I don’t think I’d ever heard anyone talk about this like Chelsea did! Even though I hated that I had to be in rehab, I was so comfortable there. I don’t mean comfortable in the sense that they were cushy rehabs, because they were anything but, but I mean comfortable in that I was safe within those walls. Even if contraband was being brought in, which it often was, I’d always be in such a broken place by the time I’d enter a rehab that the last thing I wanted to do was touch drugs or alcohol. My body had had enough.
“That was always my experience in psychiatric hospitals—it was miserable, but i
t was better than where I’d been before. There was order and predictability, if you think of first-chakra stuff in yoga.” The first chakra is associated in the yogic tradition with safety, grounding, and support. “When my first-chakra needs were met, it was better than where I’d been before. At seventeen I was emancipated and left the hospital. The first two years of recovery were rocky, but I wasn’t relapsing. It was just tough. It was like going through mud. I had an experience of having an eating disorder, and that was one version of suffering. There was also an experience of being in recovery from having an eating disorder, and that experience was choosing not to give in to urges to starve myself because I wanted to live again. Every single time I sat down at a meal, I would have to choose. After a couple of years, the urge to starve myself went away, and that was remarkable, because I hadn’t lived like that before. The experience of looking in the mirror and loathing myself started to go away.
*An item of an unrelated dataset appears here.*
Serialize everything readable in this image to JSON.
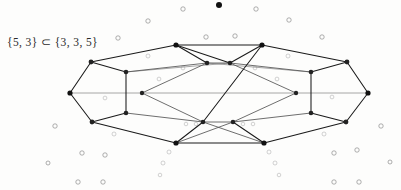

“I’ve had an experience of having an eating disorder and I’ve had an experience of being in recovery from an eating disorder. The experience that I refer to as ‘recovered’ is distinctly different than being in recovery. I’m not saying that it’s the end of the path, but there’s a difference between resisting urges and not having the urge to starve or restrict at all. It’s gone, and I don’t know where it went.”
I was impressed by the lens through which Chelsea saw the world. I know in some of the formal twelve-step fellowships it’s said that over time the obsession to use will be lifted. You must do the work—whether it’s the formal steps or other practices—but once you do that and continue to sweep your side of the street, so to speak, the obsession lifts. What I learned through many relapses is that I wasn’t willing to go in and touch those raw and vulnerable places. I had crafted some strong heart-armor, but with time and work the pieces began to fall away. However, there were still some very strong pieces in place, and this became clear to me within the context of my marriage as I began recognizing that there were aspects of pain and fear I wasn’t willing to go to in connection to that relationship. I also wasn’t talking to anyone about it, and sure enough, with time—relapse. It was inspiring to hear where Chelsea was in her life now, a place she considered herself to be recovered.